Irvine Hunger Strikers Plan to Ignore Deadline

Share
TIMES STAFF WRITER

Angel Cervantes did not mark his 23rd birthday with cake. Instead, he celebrated the occasion Tuesday with “birthday water.”

“It’s a birthday I won’t ever forget,” said Cervantes, one of five college students in their 10th day of a hunger strike at UC Irvine in which they consume only liquids.

The five students, who vow not to break their fast until affirmative action programs in the University of California system are restored and expanded, plan to ignore a deadline imposed by university officials to leave their tent encampment at the UC Irvine administration building by midnight tonight.

Advertisement

The hunger strike at the suburban campus is beginning to exact a physical toll on its five Latino participants. Two underwent tests and X-rays this week at a hospital for severe back pain--aggravated, they say, by the fast and sleeping on mattresses on cold concrete. Another striker with a heart murmur, who is complaining of chest pain, is scheduled to have an electrocardiogram today.

And all five say they exhibit the symptoms associated with self-starvation--headaches, stomach pains, declining blood pressure and heart rate and extreme fatigue. The body’s major organs begin to fail after 30 to 50 days without food, according to medical experts.

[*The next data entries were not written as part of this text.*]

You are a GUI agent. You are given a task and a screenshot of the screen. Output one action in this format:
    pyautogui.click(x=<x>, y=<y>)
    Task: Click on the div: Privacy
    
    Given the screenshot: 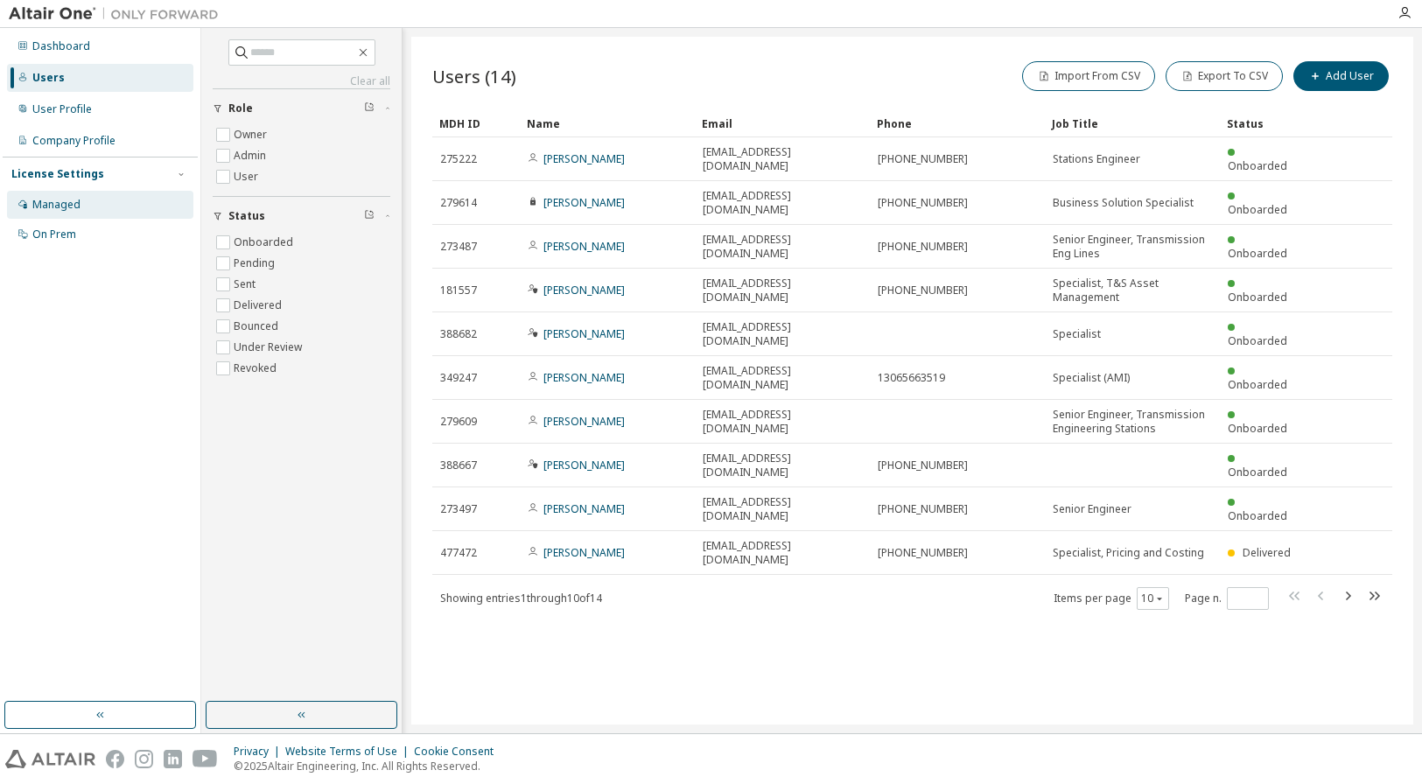 What is the action you would take?
    pyautogui.click(x=259, y=752)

“My mother doesn’t like this. It scares her,” said UC Irvine student and hunger striker Cesar Cruz, who uses a wheelchair to go to the restroom because of what he says is weakness from fasting. “But she believes in our cause.”

Before beginning the fast, the students signed an agreement with UC Irvine officials to end the strike after 10 days. But with no official response from the UC governing board about their demands--which go beyond affirmative action to include a substantial reduction in student fee hikes--the strikers say they won’t stop now.

“The only way to get us out of here is to have us arrested,” said Cervantes, a graduate student at Claremont College who joined the protest as a gesture of solidarity. “A hunger strike has no limits.”

UC Irvine officials have remained tight-lipped about whether they intend to enforce the deadline.

Advertisement

“I don’t think anyone has made a firm decision yet as to what will be done,” said Richard Elbaum, the university’s director of communications.

The hunger strike was sparked by the UC regents’ decision in July to roll back affirmative action programs in the 162,000-student system. That vote prompted walkouts and protests by several thousand students at UC campuses throughout the state earlier this month.

In expectation of a showdown with UC Irvine officials, students from UC San Diego, UC Riverside, UCLA and UC Santa Barbara are expected to join the hunger strikers in a rally at Irvine today, say the hunger strikers. And the strikers are calling for a camp-out at all UC campuses.